Mayor struggling against the numbers

By JOSH RESNEK

Fourteen years is a long time to do anything, let alone to be the mayor of the city of Everett.

In fourteen years, the city has changed more than several times and this includes people in leadership positions, the population, the entire demographic has been turned upside down.

In fact, like most urban places, Everett almost entirely remakes itself in one way or another every five years. That’s just the nature of life in the United States.

People come and go like the wind. Politicians come and go.

Carlo DeMaria has not come and gone. He is hanging on.

Many people believe this time around could be his last, that his time has come, that he cannot win another term.

His closest supporters and even the mayor himself have boasted Carlo will be the mayor forever, that no one can beat him, that he stands alone at the top of the mountain in Everett politics.

No one in this city knows better than the mayor what the primary meant.

The primary indicates the mayor has a popularity problem. Mind you, it wasn’t just the competition that brought his vote down.

It was the rejection of the majority of voters that his leadership is in question and that his days are numbered.

Can he be the mayor forever?

Nature indulges in no such fantasies.

No one is the mayor forever.

More people came out to vote against Carlo DeMaria in the primary than voted for him.

This is problematic for the mayor.

Now comes the last two weeks before the election and minds are changing.

Are people leaving Fred Capone to go with the mayor?

Are voters who gave their ballot choice to Gerly Adrien going to cast a ballot for the mayor?

Now that Adrien has decided to campaign for Capone, and Guerline Alcy and Mike Marchese are doing the same, well, the times they are a-changing.

Can the mayor hold on? This is certainly possible. Some people believe it is likely.

The numbers tell a different story.

No one knows the numbers better than the mayor.

The numbers in the primary were worrisome.

Let’s see what happens – and let’s see what happens in the next two weeks to solidify the final outcome or to alter it.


_EXERCISE OBJECTIVE:_
Repeat every entry exactly as it stands. Omit the images.

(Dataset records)
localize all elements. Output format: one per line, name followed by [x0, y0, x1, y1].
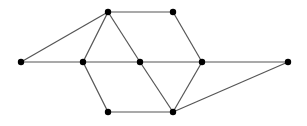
node-E	[137, 59, 143, 65]
edge-D-H	[83, 62, 108, 112]
edge-B-E	[108, 12, 140, 62]
edge-F-I	[173, 62, 202, 112]
node-H	[105, 109, 111, 115]
edge-E-I	[140, 62, 173, 112]
graph-diagram	[0, 0, 307, 126]
edge-I-G	[173, 62, 288, 112]
node-B	[105, 9, 111, 15]
graph-edges	[21, 12, 288, 112]
node-F	[199, 59, 205, 65]
node-A	[18, 59, 24, 65]
node-D	[80, 59, 86, 65]
node-G	[285, 59, 291, 65]
edge-C-F	[173, 12, 202, 62]
node-I	[170, 109, 176, 115]
node-C	[170, 9, 176, 15]
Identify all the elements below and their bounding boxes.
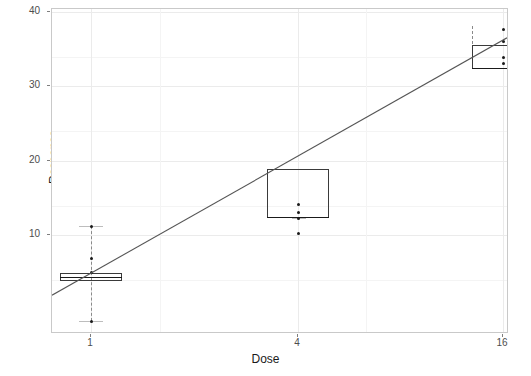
y-tick-label-40: 40 — [0, 6, 40, 16]
y-tick-mark-20 — [47, 160, 50, 161]
x-tick-label-1: 1 — [70, 338, 110, 348]
x-axis-title: Dose — [0, 352, 531, 366]
y-tick-label-20: 20 — [0, 155, 40, 165]
y-tick-mark-10 — [47, 234, 50, 235]
chart-root: Response 40 30 20 10 1 4 16 Dose — [0, 0, 531, 376]
y-tick-label-30: 30 — [0, 80, 40, 90]
plot-layer — [52, 9, 507, 332]
y-tick-mark-30 — [47, 85, 50, 86]
y-tick-mark-40 — [47, 11, 50, 12]
x-tick-mark-16 — [502, 334, 503, 337]
plot-panel — [51, 8, 508, 333]
x-tick-mark-1 — [90, 334, 91, 337]
x-tick-mark-4 — [297, 334, 298, 337]
x-tick-label-4: 4 — [277, 338, 317, 348]
regression-fit-line — [52, 9, 507, 332]
y-tick-label-10: 10 — [0, 229, 40, 239]
x-tick-label-16: 16 — [482, 338, 522, 348]
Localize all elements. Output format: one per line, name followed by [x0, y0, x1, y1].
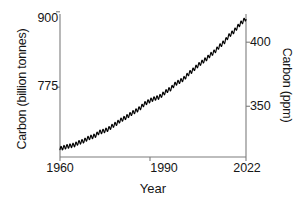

_PROBLEM SOLUTION:_
localize all elements. Output format: one per line, name followed by [x0, y0, x1, y1].
node-E	[137, 59, 143, 65]
edge-D-H	[83, 62, 108, 112]
edge-B-E	[108, 12, 140, 62]
edge-F-I	[173, 62, 202, 112]
node-H	[105, 109, 111, 115]
edge-E-I	[140, 62, 173, 112]
graph-diagram	[0, 0, 307, 126]
edge-I-G	[173, 62, 288, 112]
node-B	[105, 9, 111, 15]
graph-edges	[21, 12, 288, 112]
node-F	[199, 59, 205, 65]
node-A	[18, 59, 24, 65]
node-D	[80, 59, 86, 65]
node-G	[285, 59, 291, 65]
edge-C-F	[173, 12, 202, 62]
node-I	[170, 109, 176, 115]
node-C	[170, 9, 176, 15]
Identify all the elements below and their bounding boxes.
y-tick-label-40: 40 — [0, 6, 40, 16]
y-tick-mark-20 — [47, 160, 50, 161]
x-tick-label-1: 1 — [70, 338, 110, 348]
x-axis-title: Dose — [0, 352, 531, 366]
y-tick-label-20: 20 — [0, 155, 40, 165]
y-tick-mark-10 — [47, 234, 50, 235]
chart-root: Response 40 30 20 10 1 4 16 Dose — [0, 0, 531, 376]
y-tick-label-30: 30 — [0, 80, 40, 90]
plot-layer — [52, 9, 507, 332]
y-tick-mark-30 — [47, 85, 50, 86]
y-tick-mark-40 — [47, 11, 50, 12]
x-tick-mark-16 — [502, 334, 503, 337]
plot-panel — [51, 8, 508, 333]
x-tick-mark-1 — [90, 334, 91, 337]
x-tick-mark-4 — [297, 334, 298, 337]
x-tick-label-4: 4 — [277, 338, 317, 348]
regression-fit-line — [52, 9, 507, 332]
y-tick-label-10: 10 — [0, 229, 40, 239]
x-tick-label-16: 16 — [482, 338, 522, 348]
Localize all elements. Output format: one per line, name followed by [x0, y0, x1, y1].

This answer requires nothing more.